Tending the 45,000 trees in Larry’s fields is a family affair for his three sons, their wives, and their children. Back row from left: Wally, Jessica, Andrew, Cristin, Larry, Stephen, and Sara Smith, and grandson Tyler White. Front row: Carter (in carrier), Gabe, Brody, and Sam. photograph by Jack Sorokin

The men trace the outlines of the trees they’re working, bits of evergreen flying. With each sweep of the arm, resin is released with a clean scent. Soon, the branches will heal themselves, white scars forming at their tips. When competing, Larry often helps the process along by putting bits of dirt on the whitened ends, an earthen sort of makeup that makes human influence less noticeable.

With his brother on his left and his son to his right, Larry says, “I like getting everybody in the field because nobody’s got their face to their phone out here. We spend time together when we otherwise wouldn’t.”

Always, Larry is looking for ways to bring people together, and trees are often part of his scheming. “I keep up with old friends by spending time on the Christmas tree lot instead of getting on Facebook.
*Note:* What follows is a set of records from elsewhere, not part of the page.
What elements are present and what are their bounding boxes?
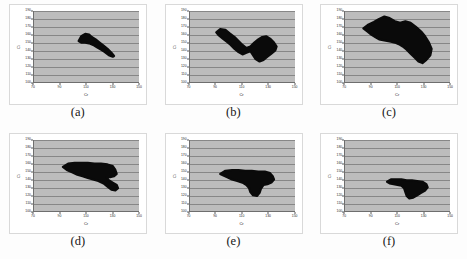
data-cluster-e xyxy=(190,140,295,211)
panel-caption-f: (f) xyxy=(311,234,467,249)
plot-area-a xyxy=(33,11,139,83)
x-tick-label-d-110: 110 xyxy=(83,215,88,218)
y-tick-mark-a-170 xyxy=(31,27,33,28)
plot-area-e xyxy=(189,140,295,212)
x-tick-label-d-150: 150 xyxy=(136,215,142,218)
plot-wrap-a: 100110120130140150160170180190 709011013… xyxy=(33,11,139,83)
y-tick-mark-f-140 xyxy=(342,180,344,181)
panel-d: 100110120130140150160170180190 709011013… xyxy=(0,129,156,258)
panel-caption-e: (e) xyxy=(156,234,312,249)
y-tick-mark-c-170 xyxy=(342,27,344,28)
plot-area-d xyxy=(33,140,139,212)
y-axis-label-b: Ci xyxy=(172,45,177,49)
y-tick-mark-d-120 xyxy=(31,196,33,197)
x-tick-mark-b-90 xyxy=(215,83,216,85)
x-tick-mark-d-70 xyxy=(33,212,34,214)
y-tick-mark-f-130 xyxy=(342,188,344,189)
x-tick-label-f-90: 90 xyxy=(369,215,373,218)
y-tick-mark-c-160 xyxy=(342,35,344,36)
x-tick-mark-d-150 xyxy=(139,212,140,214)
x-tick-label-f-110: 110 xyxy=(394,215,399,218)
x-tick-mark-e-130 xyxy=(268,212,269,214)
y-tick-mark-f-180 xyxy=(342,148,344,149)
y-tick-mark-c-140 xyxy=(342,51,344,52)
y-tick-mark-d-180 xyxy=(31,148,33,149)
y-axis-label-a: Ci xyxy=(16,45,21,49)
chart-frame-d: 100110120130140150160170180190 709011013… xyxy=(9,133,147,234)
x-tick-mark-e-90 xyxy=(215,212,216,214)
y-tick-mark-b-180 xyxy=(187,19,189,20)
x-tick-mark-d-130 xyxy=(112,212,113,214)
panel-caption-c: (c) xyxy=(311,105,467,120)
y-tick-mark-e-140 xyxy=(187,180,189,181)
y-tick-mark-a-180 xyxy=(31,19,33,20)
y-axis-label-d: Ci xyxy=(16,174,21,178)
x-tick-label-a-70: 70 xyxy=(31,86,35,89)
x-tick-label-a-110: 110 xyxy=(83,86,88,89)
x-tick-mark-f-110 xyxy=(397,212,398,214)
x-axis-label-d: Cr xyxy=(84,221,88,226)
chart-frame-f: 100110120130140150160170180190 709011013… xyxy=(320,133,458,234)
x-tick-mark-a-110 xyxy=(86,83,87,85)
y-tick-mark-e-110 xyxy=(187,204,189,205)
y-tick-mark-c-130 xyxy=(342,59,344,60)
y-tick-mark-b-190 xyxy=(187,11,189,12)
y-tick-mark-b-110 xyxy=(187,75,189,76)
y-tick-mark-a-110 xyxy=(31,75,33,76)
x-tick-mark-f-90 xyxy=(370,212,371,214)
chart-frame-e: 100110120130140150160170180190 709011013… xyxy=(165,133,303,234)
y-tick-mark-c-190 xyxy=(342,11,344,12)
y-tick-mark-f-170 xyxy=(342,156,344,157)
x-axis-label-b: Cr xyxy=(239,92,243,97)
y-tick-mark-f-120 xyxy=(342,196,344,197)
figure-row-top: 100110120130140150160170180190 709011013… xyxy=(0,0,467,129)
x-axis-label-a: Cr xyxy=(84,92,88,97)
x-tick-mark-f-130 xyxy=(423,212,424,214)
x-axis-label-e: Cr xyxy=(239,221,243,226)
x-tick-mark-c-70 xyxy=(344,83,345,85)
data-cluster-a xyxy=(34,11,139,82)
y-tick-mark-b-150 xyxy=(187,43,189,44)
y-tick-mark-f-190 xyxy=(342,140,344,141)
x-axis-label-f: Cr xyxy=(395,221,399,226)
y-axis-label-c: Ci xyxy=(328,45,333,49)
x-tick-label-b-70: 70 xyxy=(187,86,191,89)
panel-a: 100110120130140150160170180190 709011013… xyxy=(0,0,156,129)
x-tick-label-f-70: 70 xyxy=(342,215,346,218)
plot-area-c xyxy=(344,11,450,83)
y-tick-mark-d-140 xyxy=(31,180,33,181)
y-tick-mark-a-160 xyxy=(31,35,33,36)
y-tick-mark-d-150 xyxy=(31,172,33,173)
data-cluster-b xyxy=(190,11,295,82)
y-tick-mark-e-130 xyxy=(187,188,189,189)
y-tick-mark-b-160 xyxy=(187,35,189,36)
plot-wrap-c: 100110120130140150160170180190 709011013… xyxy=(344,11,450,83)
plot-wrap-b: 100110120130140150160170180190 709011013… xyxy=(189,11,295,83)
panel-caption-b: (b) xyxy=(156,105,312,120)
x-tick-mark-c-150 xyxy=(450,83,451,85)
x-tick-label-d-90: 90 xyxy=(58,215,62,218)
x-tick-mark-c-90 xyxy=(370,83,371,85)
y-tick-mark-e-190 xyxy=(187,140,189,141)
x-tick-label-e-130: 130 xyxy=(265,215,271,218)
y-tick-mark-c-180 xyxy=(342,19,344,20)
data-cluster-d xyxy=(34,140,139,211)
figure-row-bottom: 100110120130140150160170180190 709011013… xyxy=(0,129,467,258)
chart-frame-c: 100110120130140150160170180190 709011013… xyxy=(320,4,458,105)
y-tick-mark-c-110 xyxy=(342,75,344,76)
y-tick-mark-d-190 xyxy=(31,140,33,141)
x-tick-mark-f-150 xyxy=(450,212,451,214)
x-tick-mark-f-70 xyxy=(344,212,345,214)
chart-frame-b: 100110120130140150160170180190 709011013… xyxy=(165,4,303,105)
plot-area-b xyxy=(189,11,295,83)
x-axis-label-c: Cr xyxy=(395,92,399,97)
y-tick-mark-b-130 xyxy=(187,59,189,60)
y-axis-label-e: Ci xyxy=(172,174,177,178)
data-cluster-c xyxy=(345,11,450,82)
x-tick-mark-a-130 xyxy=(112,83,113,85)
y-tick-mark-d-160 xyxy=(31,164,33,165)
x-tick-mark-d-90 xyxy=(59,212,60,214)
y-axis-label-f: Ci xyxy=(328,174,333,178)
panel-f: 100110120130140150160170180190 709011013… xyxy=(311,129,467,258)
x-tick-mark-a-70 xyxy=(33,83,34,85)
The same people come every year,” he says. “I think of trees as a crop like soybeans or corn, but we’re also growing memories out here. Who doesn’t take pictures of the family in front of their tree when they’re opening presents?”

Since he isn’t on social media, he doesn’t see the pictures of his trees lit up in living rooms. He’d rather spend time walking his fields or driving the back roads of Avery County, where he subscribes to the old-fashioned notion that porches are made for spontaneous visiting. “Some people want to retire, but I already do what I want, when I want, where I want,” he says. “Farming has given me just what I need — even exercise.” He comically flexes his bicep. “By the end of the season, my left arm will be a lot bigger than it is now,” he says.
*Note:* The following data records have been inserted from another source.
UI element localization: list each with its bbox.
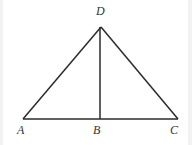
vertex-label-a: A: [17, 124, 24, 136]
vertex-label-d: D: [96, 5, 105, 17]
vertex-label-c: C: [170, 124, 178, 136]
segment-side-AD: [23, 27, 101, 119]
vertex-label-b: B: [93, 124, 100, 136]
segment-side-DC: [101, 27, 178, 119]
geometry-figure: A B C D: [0, 0, 192, 145]
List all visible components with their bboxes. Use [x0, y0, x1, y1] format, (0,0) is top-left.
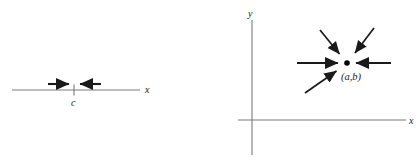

Larry shapes his trees, and the trees, in return, shape him.

The Smith men chat as they cut, trying to guess which tree will make it to D.C. There’s a contender in Lower Propane Field. Another in Behind House Field. There’s even one perched on Goat Hill. A government official will ultimately choose which towering Fraser fir will serve as the national tree. But out of the tens of thousands that are growing on Larry’s patchwork of land, there are only a handful that are large enough to work. While other trees were being anointed for sale lots and competitions, these are the ones that were left behind. Not because they were potential winners, but because — during previous tagging seasons — they were deemed the least desirable.

In late September, the White House’s chief usher, Timothy Harleth (middle), and superintendent of grounds, Dale Haney (left), visited Larry’s farm to select the iconic Blue Room tree. photograph by Revival Creatives

Season after season, for more than 25 years, they were overlooked, which is precisely how they were able to transform into the most impressive trees in Avery County. “Given enough time and space,” Larry says, “any tree could turn out to be the perfect one.”
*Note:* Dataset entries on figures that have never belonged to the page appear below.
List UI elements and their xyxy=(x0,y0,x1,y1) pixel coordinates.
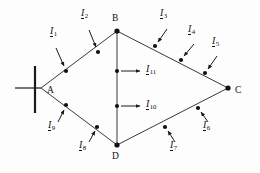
node-label-B: B xyxy=(112,14,118,24)
node-label-C: C xyxy=(235,86,241,96)
current-label-I7: I7 xyxy=(170,140,177,151)
arrow-I9 xyxy=(58,110,64,122)
current-arrows xyxy=(56,29,217,142)
tap-dot-I8 xyxy=(95,125,99,129)
current-label-I3: I3 xyxy=(160,8,167,19)
tap-dot-I1 xyxy=(64,69,68,73)
current-label-I5: I5 xyxy=(212,36,219,47)
node-dot-C xyxy=(225,85,230,90)
tap-dot-I5 xyxy=(203,71,207,75)
current-label-I11: I11 xyxy=(146,64,156,75)
node-label-D: D xyxy=(112,152,119,162)
node-dot-B xyxy=(114,28,119,33)
current-label-I1: I1 xyxy=(50,26,57,37)
tap-dot-I11 xyxy=(115,69,119,73)
current-label-I10: I10 xyxy=(146,99,156,110)
edge-C-D xyxy=(117,88,228,145)
network-edges xyxy=(41,31,228,145)
current-label-I8: I8 xyxy=(79,140,86,151)
tap-dot-I10 xyxy=(115,104,119,108)
diagram-canvas: A B C D I1 I2 I3 I4 I5 I6 I7 I8 I9 I10 I… xyxy=(0,0,260,173)
arrow-I5 xyxy=(208,56,217,69)
tap-dot-I6 xyxy=(196,106,200,110)
arrow-I4 xyxy=(184,44,194,56)
tap-dot-I2 xyxy=(96,50,100,54)
tap-dot-I7 xyxy=(163,125,167,129)
current-label-I9: I9 xyxy=(48,120,55,131)
node-dot-D xyxy=(114,142,119,147)
edge-A-B xyxy=(41,31,117,88)
node-label-A: A xyxy=(47,86,54,96)
arrow-I2 xyxy=(89,30,96,47)
arrow-I1 xyxy=(56,48,64,66)
current-label-I6: I6 xyxy=(203,120,210,131)
current-label-I2: I2 xyxy=(81,8,88,19)
load-tap-dots xyxy=(64,44,207,129)
ring-network-svg xyxy=(0,0,260,173)
arrow-I3 xyxy=(158,29,167,42)
arrow-I8 xyxy=(89,131,95,142)
tap-dot-I3 xyxy=(153,44,157,48)
source-busbar-symbol xyxy=(15,66,41,113)
tap-dot-I4 xyxy=(179,58,183,62)
current-label-I4: I4 xyxy=(188,24,195,35)
edge-D-A xyxy=(41,88,117,145)
tap-dot-I9 xyxy=(64,103,68,107)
This story was published on Nov 27, 2018

Leigh Ann Henion

Henion is a writer and photographer based in western North Carolina. Her essays and articles have appeared in Washington Post Magazine, Smithsonian, Oxford American, Orion, Preservation, and a variety of other publications. She has garnered a number of accolades for her work, including a Lowell Thomas Award, and her stories have been noted in three editions of The Best American Travel Writing. Her debut book – Phenomenal – was published by Penguin Press in March 2015.